Although purple loosestrife did't grow at Magazine Beach before 2004, it's the kind of plant the project was to eliminate, and its appearance--you can't miss that rosy purple--is an embarrassment. The DCR-Cambridge team's remedy has been to disturb the soil further, to rip it (and everything else, including those expensive new plants) out, till the soil, and sow grass seed. Unfortunately the loosestrife was already seeding, and its zillions of seeds, as well as each tiny tilled bit of loosestrife root, will grow.

So what you see at Magazine Beach now is a relatively narrow border of plants at the shore and a 20'-wide, tilled and newly seeded strip of dirt between it and the eroding walkway. Within this strip are a few of the trees and shrubs planted in 2004 (the others went last week with the purple loosestrife) in varying states of health.
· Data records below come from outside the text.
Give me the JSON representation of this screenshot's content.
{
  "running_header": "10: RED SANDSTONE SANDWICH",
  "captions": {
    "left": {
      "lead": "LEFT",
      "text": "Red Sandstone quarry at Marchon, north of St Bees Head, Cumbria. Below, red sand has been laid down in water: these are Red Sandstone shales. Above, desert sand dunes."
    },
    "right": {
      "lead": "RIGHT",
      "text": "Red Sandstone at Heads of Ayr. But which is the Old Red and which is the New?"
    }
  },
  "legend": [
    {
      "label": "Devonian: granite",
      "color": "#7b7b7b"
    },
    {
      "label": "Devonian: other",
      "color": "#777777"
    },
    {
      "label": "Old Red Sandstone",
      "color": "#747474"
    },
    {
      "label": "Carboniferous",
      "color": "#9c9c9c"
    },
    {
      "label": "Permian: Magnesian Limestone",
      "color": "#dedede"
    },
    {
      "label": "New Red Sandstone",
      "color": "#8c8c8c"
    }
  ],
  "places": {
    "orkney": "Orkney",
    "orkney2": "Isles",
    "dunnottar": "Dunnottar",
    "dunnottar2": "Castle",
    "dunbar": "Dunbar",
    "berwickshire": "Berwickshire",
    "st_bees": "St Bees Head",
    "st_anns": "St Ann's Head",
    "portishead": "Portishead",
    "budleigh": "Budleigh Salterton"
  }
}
The view is, the team hopes, one of order and control despite some apparently dead plants.

This is Cambridge's Potemkin landscape, constructed for the authorities for 7 pm on September 11, 2006. After that--even now the most recently ripped-out plants are regenerating--it will yield a bumper crop of loosestrife and other opportunistic plants nature uses to heal raw wounds.

If the DCR-Cambridge remedy serves its purpose, though, it will win the team another three years, in which they can apply to the ConCom for permission both to apply herbicides to the waterfront "invaders" and to loose the Charles River Conservancy "volunteers" on the place. (Please see other blog entries on the DCR and CRC "vegetation management.")
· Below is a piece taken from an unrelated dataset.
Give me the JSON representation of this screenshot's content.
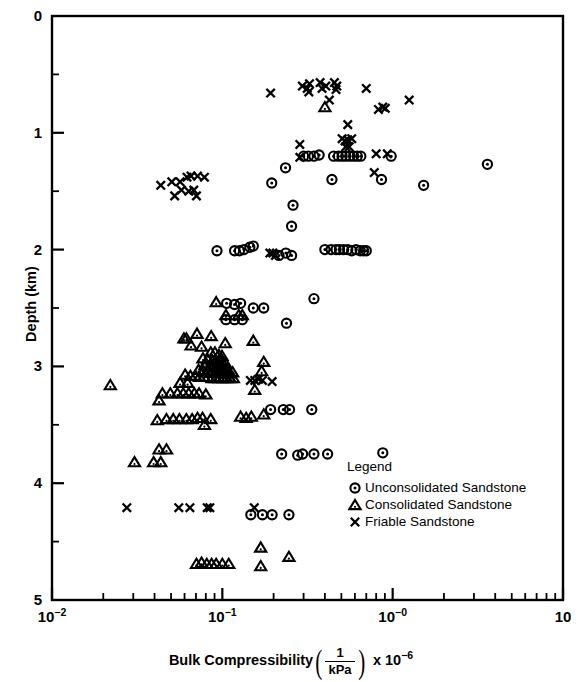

Finally, renewing the DCR's permit will also allow the team to proceed with plans to remove the 7 acres of soil and grass with ball fields now at Magazine Beach and replace them with 7 acres of gravel, topsoil, sod, and an irrigation system and new ball fields and fences.

The prototype for the fields at Magazine Beach is the DCR's "Teddy Ebersol's Red Sox Fields at Lederman Park," 6 acres of riverfront installed this spring. Unfortunately the acres of sod that replaced the grass naturally growing there was not, in a turf-grower's words, "organically grown." Like golf courses, regulation ball fields are heavily treated with chemicals. I believe it was runoff from these 6 acres of chemically treated sod, retreated with "Tartan," a fungicide, shortly after August 2, that caused the toxic algae bloom first noticed on August 9, 2006. (See blog entry on algae bloom.)

It would be interesting to know whether ball players' health, like golfers', is consequently at greater risk. Since children are to play on these fields I worry about the long-term consequences of "Tartan," for example They may or may not be like DDT, whose effects appeared decades after use.

The DCR's Master Plan for the Charles River gives lip service to privileging "water-dependent activities" over "non-water-dependent activities." The former includes watching waterfowl or being one, the latter, playing Little League ball. The DCR and its partners nevertheless seek to eliminate waterfowl everywhere on the river but especially at Lederman Park and now Magazine Beach, yet are bent on installing expensive state-of-the-art playing fields on the same river, where they do not belong. They do not belong because the chemicals necessary to maintain the turf should not, according to the label on "Tartan," for example, be applied near bodies of water. The DCR and Cambridge seem not to care.

At Magazine Beach their plan is to destroy what is there and replace it with another, more expensive, in this case inferior, even dangerous version of border and ball fields. It wastes our resources and destroys our public assets, including our public health, but keeps the creators of our Potemkin landscape in business.